Rating: ** 1/2

Netflix’s new muddle mystery Murder Mubarak is like Agatha Christie on uppers. Or maybe we can just call it Knives Ouch and be done with it. Homi Adajania, the wizard of wackiness, loves to play around with genres.

He also loves to cast Dimple Kapadia as these very strange women who give eccentricity a bad name. In Murder Mubarak (congratulations, it’s a dud) Dimple plays Cookie a well, kookie high-society creature who dresses up like Elton John and thinks herself hysterically classy. She is of course one of the murder suspects—how she could not, our wintry Bobby!—and so is Tisca Chopra as Roshni Batra(affectionately known as ‘Rosh’) who flirts till it hurts and makes eyes at everything that moves. She also has the best line in the 2 hour 20 minutes of gruelling hedonism: “Rich people can’t even crack a joke”

Rosh’s joke being, “The poor must die.”

Apparently the super-rich say such things and everyone laughs. Investigative officer Pankaj Tripathi looks thoroughly bored all through. Whether it is the character or the actor stricken with incurable ennui, one can’t tell. But Pankaj looked just as bored playing the statesman Atal Bihari Vajpayee some weeks ago. Maybe it is time for the overworked actor to take a break?

The young actor who plays Pankaj’s assistant Padam(Priyank Tiwari) looks far more interested in goings-on. If there is an award for best ensemble-salvaging performance , this actor should get it.

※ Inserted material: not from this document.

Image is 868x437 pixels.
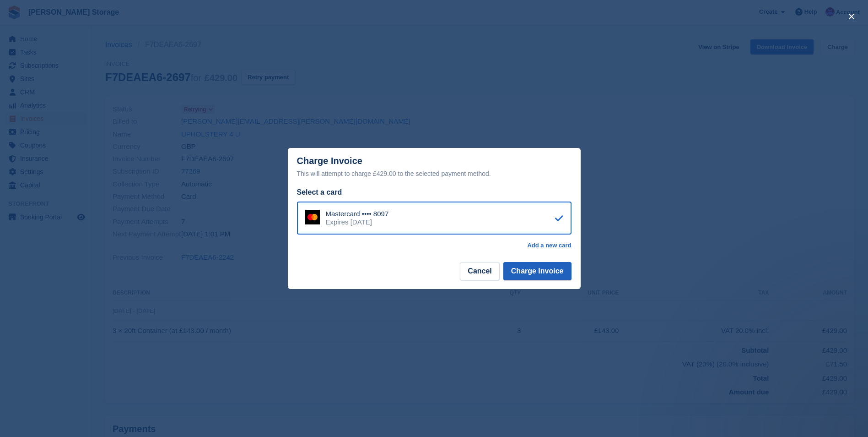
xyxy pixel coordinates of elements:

The intended humour of a bunch of high-end wastrels being murder suspects dries up long before Vijay Varma and Sara Ali Khan hit the sack at precisely 1 hour and 26 minutes of playingtime when the party is on full-swing.

Kudos to Vijay Varma. After Lust Stories he has become the best kisser on the OTT platform. Vijay plays a lawyer and Sara, I am sorry to say , plays a liar. She is apparently a widow. But Vijay doesn’t mind. Lust, like love and mediocrity, know no bounds.

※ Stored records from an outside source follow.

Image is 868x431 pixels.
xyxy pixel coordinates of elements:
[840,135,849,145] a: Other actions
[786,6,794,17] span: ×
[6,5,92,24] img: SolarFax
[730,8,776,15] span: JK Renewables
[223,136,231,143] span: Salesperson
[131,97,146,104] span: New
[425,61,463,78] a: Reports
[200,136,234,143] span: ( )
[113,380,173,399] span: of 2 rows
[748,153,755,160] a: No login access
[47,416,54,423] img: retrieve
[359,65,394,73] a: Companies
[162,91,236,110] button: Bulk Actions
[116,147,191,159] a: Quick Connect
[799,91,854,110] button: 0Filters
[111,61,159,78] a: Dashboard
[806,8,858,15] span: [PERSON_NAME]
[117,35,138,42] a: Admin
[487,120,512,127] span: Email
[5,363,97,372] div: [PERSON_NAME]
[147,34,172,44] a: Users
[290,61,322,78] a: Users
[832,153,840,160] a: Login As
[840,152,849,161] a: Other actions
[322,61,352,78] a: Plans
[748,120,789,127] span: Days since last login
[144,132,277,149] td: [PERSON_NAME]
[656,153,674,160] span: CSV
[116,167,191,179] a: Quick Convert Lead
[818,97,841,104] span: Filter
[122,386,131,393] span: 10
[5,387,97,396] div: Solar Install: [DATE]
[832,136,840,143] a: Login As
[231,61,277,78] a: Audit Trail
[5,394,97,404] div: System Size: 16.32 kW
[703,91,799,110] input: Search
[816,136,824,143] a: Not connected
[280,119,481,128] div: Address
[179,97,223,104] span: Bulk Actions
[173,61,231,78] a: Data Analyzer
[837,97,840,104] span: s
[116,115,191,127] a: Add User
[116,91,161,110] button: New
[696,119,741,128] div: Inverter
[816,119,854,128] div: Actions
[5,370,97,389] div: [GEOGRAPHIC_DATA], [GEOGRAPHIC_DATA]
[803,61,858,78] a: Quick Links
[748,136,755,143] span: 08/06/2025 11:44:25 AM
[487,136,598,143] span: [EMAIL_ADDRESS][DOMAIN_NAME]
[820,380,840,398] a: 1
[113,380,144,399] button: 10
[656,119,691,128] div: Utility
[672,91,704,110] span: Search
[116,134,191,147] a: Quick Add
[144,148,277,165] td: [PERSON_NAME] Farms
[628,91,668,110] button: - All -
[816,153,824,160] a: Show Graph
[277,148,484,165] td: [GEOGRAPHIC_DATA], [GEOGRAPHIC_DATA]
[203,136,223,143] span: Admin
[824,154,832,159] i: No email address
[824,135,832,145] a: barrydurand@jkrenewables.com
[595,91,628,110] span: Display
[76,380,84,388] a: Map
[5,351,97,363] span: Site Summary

The wall-to-wall carpeting of characters in this blinding blizzard and blood and blah, not only accentuates the hollowness of the rich and privileged, but also exposes the sheer aimlessness of the writing(Suprotim Sengupta, Ghazal Dhaliwal).

Agreed, the film is about brainless greed. But did it have to be so enamoured of vacuousness? The characters speak in giggly circumvent riddles which give nothing away probably because there is nothing to give away, except their lack of focus.

In one sequence in a church for a prayer meeting, Karisma Kapoor(yes, she is in it too) bursts into a rehearsed soliloquy on women’s rights and privilege. She is liberated of opportune timing.

Pankaj Tripathi as Bhavani looks even more bored than ever listening to Karisma vent . By the time he solves the case and we know who the murderer is, Bhavani looks as though he couldn’t care less.We second that emotion.